Referee calls foul

Tue 01 Jul 2014 08:43 AM

In discussions of peer review, somebody always mentions referees searching the internet to suss out who the author is. There is disagreement about how common this is. Inevitably, somebody recounts rumours about scholars who do this before even reading a paper they've been asked to review, and everybody involved in the conversation mumbles and swears that they never do it.

I do not know how common the search-before-reading approach to refereeing is. I also don't know how pernicious it really is, although the phenomenon of implicit bias suggests that it's probably more pernicious than one would think.

Regardless, it is clearly a perversion of blind peer review. The process is constructed precisely so that the referee can read the paper without knowing the identity of the author.*

So imagine my surprise when I was invited to referee a paper, I logged into Editorial Manager, and one of the Action Links was to do a Google Scholar Title Search. This was the option right below View Submission, which is what I had to select to download a PDF of the paper. So the submission management website gave me a quick link for the search-before-reading approach and made it salient by putting it somewhere I was likely to see it.**

Crikey!

* Sometimes anonymity breaks down, because the referee already knows the work (from a conference, say) or has a good guess who the author is (because the work extends the author's earlier work or is written in a distinctive style). I think that a referee has an obligation to let the editor know about the breakdown in anonymity, and the editor can decide how to proceed. Sometimes it makes sense to use the referee's report anyway.

** Actually I had already downloaded the PDF, because there was also a direct link in the invitation to referee the paper. But I only followed that link first, rather than the link to Editorial Manager, because I wanted to take a look at the paper before agreeing to referee it. In a different mood, I might have followed the agree link first.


§ **Work item**: Nothing outside the range is wanted. Repeat exactly the lines below from the one with "This screenshot has height=745, width=1482." through the one with "The width and height of the screenshot is (1270, 661).".

§ **Data**:
+---+

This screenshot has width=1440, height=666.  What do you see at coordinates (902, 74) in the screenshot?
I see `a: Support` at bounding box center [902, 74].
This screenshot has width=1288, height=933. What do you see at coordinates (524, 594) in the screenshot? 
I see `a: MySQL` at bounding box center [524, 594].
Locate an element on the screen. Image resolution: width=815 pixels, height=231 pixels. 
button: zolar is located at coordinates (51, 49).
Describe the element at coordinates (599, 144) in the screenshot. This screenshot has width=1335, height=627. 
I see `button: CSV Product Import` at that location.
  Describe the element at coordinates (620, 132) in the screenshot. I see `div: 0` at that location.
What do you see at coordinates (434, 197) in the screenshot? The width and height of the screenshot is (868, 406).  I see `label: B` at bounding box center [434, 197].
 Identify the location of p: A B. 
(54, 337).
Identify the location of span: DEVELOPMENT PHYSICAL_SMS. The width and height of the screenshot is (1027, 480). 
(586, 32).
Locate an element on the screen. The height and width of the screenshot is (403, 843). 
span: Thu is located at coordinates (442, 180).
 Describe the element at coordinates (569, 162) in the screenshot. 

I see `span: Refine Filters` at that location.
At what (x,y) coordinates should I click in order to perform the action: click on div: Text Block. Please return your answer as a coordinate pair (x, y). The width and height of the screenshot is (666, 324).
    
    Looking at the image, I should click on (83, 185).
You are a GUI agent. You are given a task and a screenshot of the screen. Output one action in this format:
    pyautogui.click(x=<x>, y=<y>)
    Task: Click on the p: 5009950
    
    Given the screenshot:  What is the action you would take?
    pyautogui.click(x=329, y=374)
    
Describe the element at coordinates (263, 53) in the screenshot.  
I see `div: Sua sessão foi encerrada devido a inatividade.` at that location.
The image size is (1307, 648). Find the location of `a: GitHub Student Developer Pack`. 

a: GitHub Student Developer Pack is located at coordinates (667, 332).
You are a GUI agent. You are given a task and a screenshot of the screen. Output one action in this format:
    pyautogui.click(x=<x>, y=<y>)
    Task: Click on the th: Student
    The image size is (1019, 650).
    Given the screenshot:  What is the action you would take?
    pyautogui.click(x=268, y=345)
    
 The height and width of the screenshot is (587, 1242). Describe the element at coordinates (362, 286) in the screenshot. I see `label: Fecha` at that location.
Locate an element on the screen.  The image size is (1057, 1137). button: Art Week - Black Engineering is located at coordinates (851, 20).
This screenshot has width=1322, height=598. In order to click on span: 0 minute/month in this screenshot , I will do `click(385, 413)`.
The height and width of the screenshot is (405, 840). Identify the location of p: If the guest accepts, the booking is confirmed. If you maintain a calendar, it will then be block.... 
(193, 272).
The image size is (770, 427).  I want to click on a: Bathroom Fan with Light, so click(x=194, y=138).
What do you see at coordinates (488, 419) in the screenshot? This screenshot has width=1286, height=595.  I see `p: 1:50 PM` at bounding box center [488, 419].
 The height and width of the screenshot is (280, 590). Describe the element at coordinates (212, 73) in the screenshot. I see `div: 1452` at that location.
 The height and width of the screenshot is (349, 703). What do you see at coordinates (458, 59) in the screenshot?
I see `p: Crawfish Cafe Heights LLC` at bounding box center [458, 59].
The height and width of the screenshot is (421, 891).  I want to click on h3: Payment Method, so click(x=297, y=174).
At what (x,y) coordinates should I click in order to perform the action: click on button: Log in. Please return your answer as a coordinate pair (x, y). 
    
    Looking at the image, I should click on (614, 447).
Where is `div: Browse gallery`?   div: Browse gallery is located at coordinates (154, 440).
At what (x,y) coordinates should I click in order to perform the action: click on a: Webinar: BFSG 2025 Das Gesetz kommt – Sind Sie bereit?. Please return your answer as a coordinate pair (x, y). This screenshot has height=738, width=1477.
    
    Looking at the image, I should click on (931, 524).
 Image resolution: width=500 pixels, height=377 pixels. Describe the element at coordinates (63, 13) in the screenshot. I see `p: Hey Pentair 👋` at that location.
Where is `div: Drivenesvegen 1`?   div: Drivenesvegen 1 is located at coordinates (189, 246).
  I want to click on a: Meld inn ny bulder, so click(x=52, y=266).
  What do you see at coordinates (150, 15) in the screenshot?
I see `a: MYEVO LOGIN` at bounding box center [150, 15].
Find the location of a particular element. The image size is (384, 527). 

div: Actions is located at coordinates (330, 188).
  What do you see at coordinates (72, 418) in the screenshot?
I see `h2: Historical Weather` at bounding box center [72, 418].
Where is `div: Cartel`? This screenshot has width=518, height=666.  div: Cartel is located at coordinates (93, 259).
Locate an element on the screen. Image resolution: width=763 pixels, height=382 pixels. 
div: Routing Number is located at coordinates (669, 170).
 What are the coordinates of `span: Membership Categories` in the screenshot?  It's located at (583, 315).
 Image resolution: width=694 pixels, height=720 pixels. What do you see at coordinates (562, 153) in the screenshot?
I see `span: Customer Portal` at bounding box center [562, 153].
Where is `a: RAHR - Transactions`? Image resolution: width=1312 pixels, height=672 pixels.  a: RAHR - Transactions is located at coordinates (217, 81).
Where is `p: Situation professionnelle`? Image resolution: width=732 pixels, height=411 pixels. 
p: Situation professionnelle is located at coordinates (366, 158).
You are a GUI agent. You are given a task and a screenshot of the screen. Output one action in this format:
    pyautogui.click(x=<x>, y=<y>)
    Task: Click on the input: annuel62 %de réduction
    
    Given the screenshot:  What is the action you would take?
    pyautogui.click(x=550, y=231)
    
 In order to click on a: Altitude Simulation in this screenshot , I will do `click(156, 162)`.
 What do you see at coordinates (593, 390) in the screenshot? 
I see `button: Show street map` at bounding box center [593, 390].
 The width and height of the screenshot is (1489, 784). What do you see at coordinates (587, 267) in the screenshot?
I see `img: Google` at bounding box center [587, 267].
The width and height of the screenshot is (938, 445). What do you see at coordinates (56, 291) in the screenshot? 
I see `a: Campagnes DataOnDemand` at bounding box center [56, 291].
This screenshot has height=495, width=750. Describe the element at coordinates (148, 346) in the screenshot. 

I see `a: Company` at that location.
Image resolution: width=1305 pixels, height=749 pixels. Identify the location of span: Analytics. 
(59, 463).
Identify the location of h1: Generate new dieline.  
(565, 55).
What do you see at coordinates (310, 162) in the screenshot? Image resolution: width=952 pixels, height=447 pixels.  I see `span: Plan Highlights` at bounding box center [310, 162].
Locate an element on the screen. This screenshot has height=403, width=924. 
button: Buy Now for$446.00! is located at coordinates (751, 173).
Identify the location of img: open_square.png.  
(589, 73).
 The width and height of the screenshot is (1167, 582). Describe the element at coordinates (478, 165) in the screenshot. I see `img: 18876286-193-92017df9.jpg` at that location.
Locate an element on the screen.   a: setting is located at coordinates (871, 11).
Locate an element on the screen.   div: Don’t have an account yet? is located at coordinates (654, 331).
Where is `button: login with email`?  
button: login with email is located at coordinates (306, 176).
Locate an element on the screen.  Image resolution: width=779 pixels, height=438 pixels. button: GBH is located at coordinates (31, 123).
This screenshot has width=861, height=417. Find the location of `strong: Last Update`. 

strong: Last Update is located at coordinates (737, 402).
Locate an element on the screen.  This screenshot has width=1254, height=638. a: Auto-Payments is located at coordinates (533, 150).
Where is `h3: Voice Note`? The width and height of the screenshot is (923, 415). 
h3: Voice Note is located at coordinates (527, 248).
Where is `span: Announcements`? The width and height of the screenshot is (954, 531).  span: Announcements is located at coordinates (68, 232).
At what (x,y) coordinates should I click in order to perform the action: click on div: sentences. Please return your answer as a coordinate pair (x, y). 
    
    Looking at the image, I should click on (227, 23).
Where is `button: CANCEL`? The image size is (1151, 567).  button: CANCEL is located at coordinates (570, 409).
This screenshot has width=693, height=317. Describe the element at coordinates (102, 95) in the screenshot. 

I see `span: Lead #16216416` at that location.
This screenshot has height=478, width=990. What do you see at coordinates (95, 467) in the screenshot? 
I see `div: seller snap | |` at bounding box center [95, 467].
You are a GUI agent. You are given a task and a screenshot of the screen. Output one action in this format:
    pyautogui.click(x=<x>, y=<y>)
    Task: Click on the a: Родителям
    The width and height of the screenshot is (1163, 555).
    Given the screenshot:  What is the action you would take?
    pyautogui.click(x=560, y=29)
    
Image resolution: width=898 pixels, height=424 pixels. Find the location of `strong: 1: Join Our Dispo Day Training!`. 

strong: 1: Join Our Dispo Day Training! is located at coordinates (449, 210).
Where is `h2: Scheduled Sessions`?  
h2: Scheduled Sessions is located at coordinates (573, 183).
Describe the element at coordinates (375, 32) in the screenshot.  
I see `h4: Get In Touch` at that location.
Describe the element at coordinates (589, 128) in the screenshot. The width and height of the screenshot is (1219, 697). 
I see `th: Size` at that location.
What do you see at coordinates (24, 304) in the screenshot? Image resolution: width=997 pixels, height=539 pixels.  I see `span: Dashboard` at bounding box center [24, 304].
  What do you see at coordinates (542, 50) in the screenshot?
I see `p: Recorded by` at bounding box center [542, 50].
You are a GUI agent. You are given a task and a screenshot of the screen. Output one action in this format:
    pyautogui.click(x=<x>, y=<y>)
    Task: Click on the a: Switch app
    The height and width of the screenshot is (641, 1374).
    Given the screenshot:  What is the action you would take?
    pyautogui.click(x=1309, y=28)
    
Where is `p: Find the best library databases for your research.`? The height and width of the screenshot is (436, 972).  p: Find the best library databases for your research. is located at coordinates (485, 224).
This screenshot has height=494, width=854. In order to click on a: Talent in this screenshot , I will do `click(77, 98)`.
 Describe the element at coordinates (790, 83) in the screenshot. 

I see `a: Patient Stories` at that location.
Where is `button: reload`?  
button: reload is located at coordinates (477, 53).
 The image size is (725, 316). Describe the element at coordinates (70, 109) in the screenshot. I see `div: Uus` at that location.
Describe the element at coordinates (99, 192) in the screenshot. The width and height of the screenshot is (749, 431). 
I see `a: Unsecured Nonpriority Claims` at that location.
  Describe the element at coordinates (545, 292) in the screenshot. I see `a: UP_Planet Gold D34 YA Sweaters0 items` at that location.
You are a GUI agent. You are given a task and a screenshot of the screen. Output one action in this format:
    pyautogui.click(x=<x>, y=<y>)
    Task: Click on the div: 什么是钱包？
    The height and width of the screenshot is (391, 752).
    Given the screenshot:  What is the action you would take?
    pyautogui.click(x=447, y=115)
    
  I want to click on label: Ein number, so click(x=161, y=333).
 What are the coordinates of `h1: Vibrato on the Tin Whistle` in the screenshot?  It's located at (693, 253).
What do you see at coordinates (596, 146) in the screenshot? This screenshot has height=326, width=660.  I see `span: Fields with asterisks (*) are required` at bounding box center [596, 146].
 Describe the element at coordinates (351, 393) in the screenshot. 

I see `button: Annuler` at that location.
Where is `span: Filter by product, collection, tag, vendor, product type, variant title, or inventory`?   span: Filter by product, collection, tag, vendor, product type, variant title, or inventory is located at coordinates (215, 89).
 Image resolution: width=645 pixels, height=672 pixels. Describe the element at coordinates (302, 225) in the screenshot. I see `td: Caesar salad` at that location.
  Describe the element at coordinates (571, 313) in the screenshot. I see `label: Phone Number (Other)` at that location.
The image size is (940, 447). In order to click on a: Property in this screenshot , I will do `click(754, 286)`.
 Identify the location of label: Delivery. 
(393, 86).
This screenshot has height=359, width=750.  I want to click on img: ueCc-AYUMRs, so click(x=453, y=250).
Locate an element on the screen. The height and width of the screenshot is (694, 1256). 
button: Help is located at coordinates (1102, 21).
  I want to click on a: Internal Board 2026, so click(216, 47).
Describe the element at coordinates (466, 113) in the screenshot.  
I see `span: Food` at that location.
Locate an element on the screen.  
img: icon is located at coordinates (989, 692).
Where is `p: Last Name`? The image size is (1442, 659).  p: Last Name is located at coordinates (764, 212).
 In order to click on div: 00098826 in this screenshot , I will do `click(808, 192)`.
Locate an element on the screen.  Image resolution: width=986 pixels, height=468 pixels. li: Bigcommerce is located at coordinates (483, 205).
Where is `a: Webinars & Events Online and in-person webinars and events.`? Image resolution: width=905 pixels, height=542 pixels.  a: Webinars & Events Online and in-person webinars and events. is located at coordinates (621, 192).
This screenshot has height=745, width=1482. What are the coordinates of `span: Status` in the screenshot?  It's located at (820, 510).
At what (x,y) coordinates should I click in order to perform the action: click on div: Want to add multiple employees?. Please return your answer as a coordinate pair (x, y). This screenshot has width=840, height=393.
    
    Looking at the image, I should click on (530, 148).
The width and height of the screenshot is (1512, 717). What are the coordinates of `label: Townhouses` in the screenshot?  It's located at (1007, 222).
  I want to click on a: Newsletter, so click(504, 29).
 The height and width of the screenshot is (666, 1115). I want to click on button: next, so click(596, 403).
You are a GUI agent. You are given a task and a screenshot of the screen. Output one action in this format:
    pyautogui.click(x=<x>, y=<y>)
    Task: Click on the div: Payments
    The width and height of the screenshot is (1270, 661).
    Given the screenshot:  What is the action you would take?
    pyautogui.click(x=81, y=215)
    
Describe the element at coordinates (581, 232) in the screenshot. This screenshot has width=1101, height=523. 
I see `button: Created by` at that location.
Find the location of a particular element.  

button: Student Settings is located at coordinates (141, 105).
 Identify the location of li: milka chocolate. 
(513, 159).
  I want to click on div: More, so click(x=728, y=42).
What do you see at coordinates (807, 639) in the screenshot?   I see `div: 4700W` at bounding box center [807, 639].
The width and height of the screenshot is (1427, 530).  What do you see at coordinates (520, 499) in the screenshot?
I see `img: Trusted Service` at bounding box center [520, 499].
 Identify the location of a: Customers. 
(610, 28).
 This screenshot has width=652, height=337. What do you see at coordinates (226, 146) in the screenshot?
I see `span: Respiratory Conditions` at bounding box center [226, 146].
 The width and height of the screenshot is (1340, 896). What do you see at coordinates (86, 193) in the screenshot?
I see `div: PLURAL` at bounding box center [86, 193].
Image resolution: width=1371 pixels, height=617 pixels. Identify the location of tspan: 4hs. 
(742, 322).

+---+

§ **Answer for the task**:
This screenshot has height=745, width=1482. What are the coordinates of `span: Status` in the screenshot?  It's located at (820, 510).
At what (x,y) coordinates should I click in order to perform the action: click on div: Want to add multiple employees?. Please return your answer as a coordinate pair (x, y). This screenshot has width=840, height=393.
    
    Looking at the image, I should click on (530, 148).
The width and height of the screenshot is (1512, 717). What are the coordinates of `label: Townhouses` in the screenshot?  It's located at (1007, 222).
  I want to click on a: Newsletter, so click(504, 29).
 The height and width of the screenshot is (666, 1115). I want to click on button: next, so click(596, 403).
You are a GUI agent. You are given a task and a screenshot of the screen. Output one action in this format:
    pyautogui.click(x=<x>, y=<y>)
    Task: Click on the div: Payments
    The width and height of the screenshot is (1270, 661).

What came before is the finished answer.